Abstract

ABSTRACT The meaning of ‘moderate enlightenment’ has been monopolised by Jonathan Israel. In this guise, ‘moderate enlightenment’ is built atop a compromise between authority and innovation, between reason and revelation, and amounts to an intellectually subordinate counterpart to the Radical Enlightenment. This ‘negative’ definition obstructs serious interpretation of what ‘moderate enlightenment’ can mean. This essay progresses instead an enquiry into a ‘positive’ definition of ‘moderate enlightenment’ – an enlightenment defined by moderation. It does so by surveying key lineaments within a century of historiography on the enlightenment, from the 1920s to the present. It focuses on the contributions to that historiography by two titanic figures of twentieth-century scholarship and political thought: Leo Strauss and J.G.A. Pocock. Strauss and Pocock are shown to have advanced equally substantive, if fundamentally distinct, concepts of ‘moderate enlightenment’. Searching for ‘moderate enlightenment’, aided by Strauss and Pocock, raises new vistas in both eighteenth century intellectual history and twentieth century historiography – and the pertinence of both for the history of political thought. It also brings into question the political-philosophical substance of the ‘moderation’ which underpins a positively defined ‘moderate enlightenment’.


■ **Work to complete**
Retype every entry below without altering anything.

Dataset rows describing interfaces
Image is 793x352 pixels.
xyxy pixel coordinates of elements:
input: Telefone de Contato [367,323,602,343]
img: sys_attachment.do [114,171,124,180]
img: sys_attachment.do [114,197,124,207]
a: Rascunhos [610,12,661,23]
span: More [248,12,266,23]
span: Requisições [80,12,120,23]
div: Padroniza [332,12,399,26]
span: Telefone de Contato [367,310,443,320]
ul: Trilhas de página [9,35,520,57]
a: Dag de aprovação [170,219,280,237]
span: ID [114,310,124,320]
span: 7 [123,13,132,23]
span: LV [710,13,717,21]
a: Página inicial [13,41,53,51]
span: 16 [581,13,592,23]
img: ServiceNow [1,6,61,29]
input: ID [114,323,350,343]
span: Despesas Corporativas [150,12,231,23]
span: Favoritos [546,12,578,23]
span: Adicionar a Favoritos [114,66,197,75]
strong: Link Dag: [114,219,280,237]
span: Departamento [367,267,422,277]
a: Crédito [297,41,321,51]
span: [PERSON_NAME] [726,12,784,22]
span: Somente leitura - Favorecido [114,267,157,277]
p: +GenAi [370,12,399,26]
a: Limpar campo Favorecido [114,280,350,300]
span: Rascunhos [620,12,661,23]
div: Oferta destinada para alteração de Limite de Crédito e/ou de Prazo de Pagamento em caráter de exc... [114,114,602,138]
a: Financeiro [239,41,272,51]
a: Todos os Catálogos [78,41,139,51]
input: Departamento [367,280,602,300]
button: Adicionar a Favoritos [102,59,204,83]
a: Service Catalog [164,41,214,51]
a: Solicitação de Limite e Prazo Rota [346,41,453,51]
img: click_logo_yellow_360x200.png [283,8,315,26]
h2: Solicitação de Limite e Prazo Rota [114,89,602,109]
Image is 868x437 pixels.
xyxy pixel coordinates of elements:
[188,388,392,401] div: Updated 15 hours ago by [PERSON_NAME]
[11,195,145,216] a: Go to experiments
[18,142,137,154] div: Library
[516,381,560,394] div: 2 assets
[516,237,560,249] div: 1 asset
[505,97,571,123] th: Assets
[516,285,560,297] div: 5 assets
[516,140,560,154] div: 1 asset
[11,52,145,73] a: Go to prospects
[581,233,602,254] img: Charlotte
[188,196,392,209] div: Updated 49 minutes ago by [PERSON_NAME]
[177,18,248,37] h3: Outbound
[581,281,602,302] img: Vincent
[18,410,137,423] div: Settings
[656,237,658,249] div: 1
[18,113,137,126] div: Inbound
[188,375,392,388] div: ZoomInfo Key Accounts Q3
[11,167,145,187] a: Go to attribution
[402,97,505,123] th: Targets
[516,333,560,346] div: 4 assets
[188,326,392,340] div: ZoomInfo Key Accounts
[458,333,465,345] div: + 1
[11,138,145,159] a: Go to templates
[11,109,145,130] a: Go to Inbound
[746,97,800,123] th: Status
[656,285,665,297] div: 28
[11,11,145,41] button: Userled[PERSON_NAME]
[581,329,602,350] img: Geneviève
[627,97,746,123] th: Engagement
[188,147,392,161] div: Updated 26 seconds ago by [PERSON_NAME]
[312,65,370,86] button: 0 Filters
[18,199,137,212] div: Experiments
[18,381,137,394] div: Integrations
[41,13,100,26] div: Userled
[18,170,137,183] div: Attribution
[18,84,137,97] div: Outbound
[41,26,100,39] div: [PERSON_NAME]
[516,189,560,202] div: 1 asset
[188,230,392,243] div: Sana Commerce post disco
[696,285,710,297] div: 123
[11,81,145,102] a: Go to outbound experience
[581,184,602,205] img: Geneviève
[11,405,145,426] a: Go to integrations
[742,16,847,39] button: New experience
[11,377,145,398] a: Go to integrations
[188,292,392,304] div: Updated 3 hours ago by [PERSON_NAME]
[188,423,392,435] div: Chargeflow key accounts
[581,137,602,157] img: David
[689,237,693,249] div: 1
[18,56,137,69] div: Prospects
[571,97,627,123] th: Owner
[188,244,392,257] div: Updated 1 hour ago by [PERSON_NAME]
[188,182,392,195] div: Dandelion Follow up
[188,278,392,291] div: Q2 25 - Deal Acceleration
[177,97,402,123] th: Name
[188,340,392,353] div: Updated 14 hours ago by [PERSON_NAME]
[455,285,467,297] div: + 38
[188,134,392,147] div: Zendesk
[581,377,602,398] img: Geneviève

■ **Solved problem**
Image is 793x352 pixels.
xyxy pixel coordinates of elements:
input: Telefone de Contato [367,323,602,343]
img: sys_attachment.do [114,171,124,180]
img: sys_attachment.do [114,197,124,207]
a: Rascunhos [610,12,661,23]
span: More [248,12,266,23]
span: Requisições [80,12,120,23]
div: Padroniza [332,12,399,26]
span: Telefone de Contato [367,310,443,320]
ul: Trilhas de página [9,35,520,57]
a: Dag de aprovação [170,219,280,237]
span: ID [114,310,124,320]
span: 7 [123,13,132,23]
span: LV [710,13,717,21]
a: Página inicial [13,41,53,51]
span: 16 [581,13,592,23]
img: ServiceNow [1,6,61,29]
input: ID [114,323,350,343]
span: Despesas Corporativas [150,12,231,23]
span: Favoritos [546,12,578,23]
span: Adicionar a Favoritos [114,66,197,75]
strong: Link Dag: [114,219,280,237]
span: Departamento [367,267,422,277]
a: Crédito [297,41,321,51]
span: [PERSON_NAME] [726,12,784,22]
span: Somente leitura - Favorecido [114,267,157,277]
p: +GenAi [370,12,399,26]
a: Limpar campo Favorecido [114,280,350,300]
span: Rascunhos [620,12,661,23]
div: Oferta destinada para alteração de Limite de Crédito e/ou de Prazo de Pagamento em caráter de exc... [114,114,602,138]
a: Financeiro [239,41,272,51]
a: Todos os Catálogos [78,41,139,51]
input: Departamento [367,280,602,300]
button: Adicionar a Favoritos [102,59,204,83]
a: Service Catalog [164,41,214,51]
a: Solicitação de Limite e Prazo Rota [346,41,453,51]
img: click_logo_yellow_360x200.png [283,8,315,26]
h2: Solicitação de Limite e Prazo Rota [114,89,602,109]
Image is 868x437 pixels.
xyxy pixel coordinates of elements:
[188,388,392,401] div: Updated 15 hours ago by [PERSON_NAME]
[11,195,145,216] a: Go to experiments
[18,142,137,154] div: Library
[516,381,560,394] div: 2 assets
[516,237,560,249] div: 1 asset
[505,97,571,123] th: Assets
[516,285,560,297] div: 5 assets
[516,140,560,154] div: 1 asset
[11,52,145,73] a: Go to prospects
[581,233,602,254] img: Charlotte
[188,196,392,209] div: Updated 49 minutes ago by [PERSON_NAME]
[177,18,248,37] h3: Outbound
[581,281,602,302] img: Vincent
[18,410,137,423] div: Settings
[656,237,658,249] div: 1
[18,113,137,126] div: Inbound
[188,375,392,388] div: ZoomInfo Key Accounts Q3
[11,167,145,187] a: Go to attribution
[402,97,505,123] th: Targets
[516,333,560,346] div: 4 assets
[188,326,392,340] div: ZoomInfo Key Accounts
[458,333,465,345] div: + 1
[11,138,145,159] a: Go to templates
[11,109,145,130] a: Go to Inbound
[746,97,800,123] th: Status
[656,285,665,297] div: 28
[11,11,145,41] button: Userled[PERSON_NAME]
[581,329,602,350] img: Geneviève
[627,97,746,123] th: Engagement
[188,147,392,161] div: Updated 26 seconds ago by [PERSON_NAME]
[312,65,370,86] button: 0 Filters
[18,199,137,212] div: Experiments
[18,381,137,394] div: Integrations
[41,13,100,26] div: Userled
[18,170,137,183] div: Attribution
[18,84,137,97] div: Outbound
[41,26,100,39] div: [PERSON_NAME]
[516,189,560,202] div: 1 asset
[188,230,392,243] div: Sana Commerce post disco
[696,285,710,297] div: 123
[11,81,145,102] a: Go to outbound experience
[581,184,602,205] img: Geneviève
[11,405,145,426] a: Go to integrations
[742,16,847,39] button: New experience
[11,377,145,398] a: Go to integrations
[188,292,392,304] div: Updated 3 hours ago by [PERSON_NAME]
[188,423,392,435] div: Chargeflow key accounts
[581,137,602,157] img: David
[689,237,693,249] div: 1
[18,56,137,69] div: Prospects
[571,97,627,123] th: Owner
[188,244,392,257] div: Updated 1 hour ago by [PERSON_NAME]
[188,182,392,195] div: Dandelion Follow up
[188,278,392,291] div: Q2 25 - Deal Acceleration
[177,97,402,123] th: Name
[188,340,392,353] div: Updated 14 hours ago by [PERSON_NAME]
[455,285,467,297] div: + 38
[188,134,392,147] div: Zendesk
[581,377,602,398] img: Geneviève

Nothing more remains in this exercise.